A haunting song from a rare “Canadian folk/psych classic” album (Light in the Attic Records, https://lightintheattic.net/products/release-the-sunshine) filled with “[d]reamy sunshine-infused-yet-with-clouds-passing-by pop psychedelia with a folk bent and a futuristic sound”. (Return to Analog, https://returntoanalogrecords.com/products/copy-of-love-cry-want-s-t-lp)

Transparent Radiation enthuses:

[P]ossibly the finest Acid-Folk psych LP ever released . . . one of those fine gem’s which seemed to have gone astray in the corridors of time and is a work which is quite unlike anything that has been created. . . . The . . . album is a product of beauty, down to the last note, mystical lyricism, psychedelic ambience, mind altering chiming via the sounds of Autoharp, tripped-out melancholy, blurry visioned hope and a wonderful array of rich and textured harmonies, complemented entirely by Martha Johnson who anchors the whole thing.

http://thetransparentradiation.blogspot.com/2011/12/folklords-release-sunshine-1969.html

Bruce Eder says that “[t]his pretty if somewhat low-key album is a nice piece of folk/sunshine pop with resonant Autoharp and guitar, a kind of reflective male/female vocal mix that recalls the first Jefferson Airplane album, and some diverting psychedelic lyrics.” (https://www.allmusic.com/album/release-the-sunshine-mw0001128225)

Waxidermy incisively adds:

Basically, it’s a group of serious people in paisley singing morosely about a girl named Jennifer Lee and other such things.

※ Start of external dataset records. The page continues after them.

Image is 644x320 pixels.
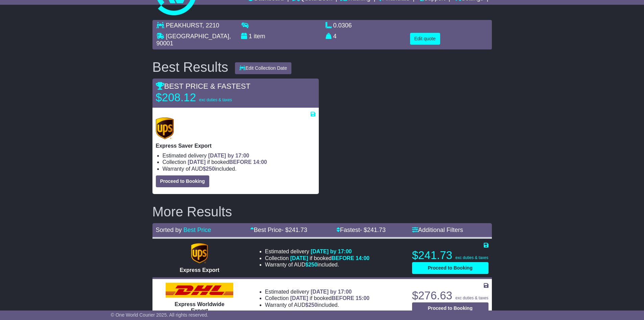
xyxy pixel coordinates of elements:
span: Express Export [180,267,219,273]
span: $ [305,262,317,267]
span: if booked [291,295,369,301]
span: 4 [333,33,337,40]
p: Express Saver Export [156,142,315,149]
span: 14:00 [356,255,369,261]
button: Proceed to Booking [412,302,488,314]
span: exc duties & taxes [455,295,488,300]
span: © One World Courier 2025. All rights reserved. [111,312,209,317]
span: BEFORE [229,159,252,165]
span: [DATE] [188,159,206,165]
li: Collection [265,255,369,261]
span: BEFORE [332,255,354,261]
span: 241.73 [289,226,307,233]
img: UPS (new): Express Saver Export [156,117,174,139]
span: [GEOGRAPHIC_DATA] [166,33,229,40]
li: Collection [163,159,315,165]
p: $208.12 [156,91,240,104]
span: 15:00 [356,295,369,301]
span: BEFORE [332,295,354,301]
li: Estimated delivery [265,288,369,295]
span: $ [203,166,215,172]
span: , 2210 [203,22,219,29]
span: BEST PRICE & FASTEST [156,82,251,90]
span: [DATE] by 17:00 [311,248,352,254]
span: Sorted by [156,226,182,233]
span: , 90001 [157,33,231,47]
span: item [254,33,265,40]
span: exc duties & taxes [455,255,488,260]
a: Best Price [183,226,211,233]
span: [DATE] [291,255,308,261]
a: Best Price- $241.73 [250,226,307,233]
span: [DATE] by 17:00 [208,153,249,158]
span: PEAKHURST [166,22,203,29]
a: Additional Filters [412,226,463,233]
span: 1 [249,33,252,40]
button: Edit Collection Date [235,62,291,74]
span: 250 [206,166,215,172]
button: Edit quote [410,33,440,45]
button: Proceed to Booking [156,175,209,187]
li: Estimated delivery [163,152,315,159]
button: Proceed to Booking [412,262,488,274]
li: Warranty of AUD included. [265,261,369,268]
p: $241.73 [412,248,488,262]
span: 250 [308,262,317,267]
span: Express Worldwide Export [174,301,224,313]
h2: More Results [153,204,492,219]
span: $ [305,302,317,308]
li: Collection [265,295,369,301]
span: - $ [360,226,386,233]
li: Estimated delivery [265,248,369,254]
img: UPS (new): Express Export [191,243,208,263]
span: exc duties & taxes [199,97,232,102]
span: 0.0306 [333,22,352,29]
span: - $ [281,226,307,233]
span: [DATE] by 17:00 [311,289,352,294]
span: if booked [291,255,369,261]
span: 14:00 [253,159,267,165]
a: Fastest- $241.73 [337,226,386,233]
li: Warranty of AUD included. [265,301,369,308]
span: [DATE] [291,295,308,301]
li: Warranty of AUD included. [163,165,315,172]
span: 250 [308,302,317,308]
span: 241.73 [367,226,386,233]
p: $276.63 [412,289,488,302]
img: DHL: Express Worldwide Export [166,283,233,297]
div: Best Results [149,59,232,74]
span: if booked [188,159,267,165]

The autoharp features prominently and that’s a good thing. Toronto’s Yorkville pre-gentrification must have been a swell place, man.

http://waxidermy.com/blog/folklords/

About the Folklords, Canuckistan Music tells us:

The Folklords were a sort of tripped-out We Five. . . . The group actually got their start sometime around early 1968 when guitarist Tom Martin and bassist Paul Seip, who had been aping sounds from across the pond with their mod cover band the Chimes of Britain, decided to move things in a much more westerly direction. As the renamed Folklords, they added Martin’s wife Martha Johnson on vocals and autoharp and recorded an insanely obscure seven-inch for their own COB label (‘Forty Second River’ b/w ‘Unspoken Love’). Release the Sunshine came out later that year on Jack Boswell’s Allied imprint, but curiously slipped under the radar at the time, garnering absolutely no mention at all in any of the Canadian music publications of the day. What’s more, Boswell’s teenage son Craig was a last-minute stand-in after the band’s original drummer went mysteriously AWOL from these recording sessions, thus forever forfeiting his own brief fifteen minutes of fame. Though it is steeped – or mired, take your pick – in the sober, overly earnest folk traditions of the early sixties, Release the Sunshine thankfully manages to untether itself somewhat with some dreamy folk motifs and sweet harmonies that recall the very early, pre-Grace Slick Jefferson Airplane. Add to that Johnson’s haunting vocals and delicately played autoharp and the results are some interesting, if hardly essential, psych-folk.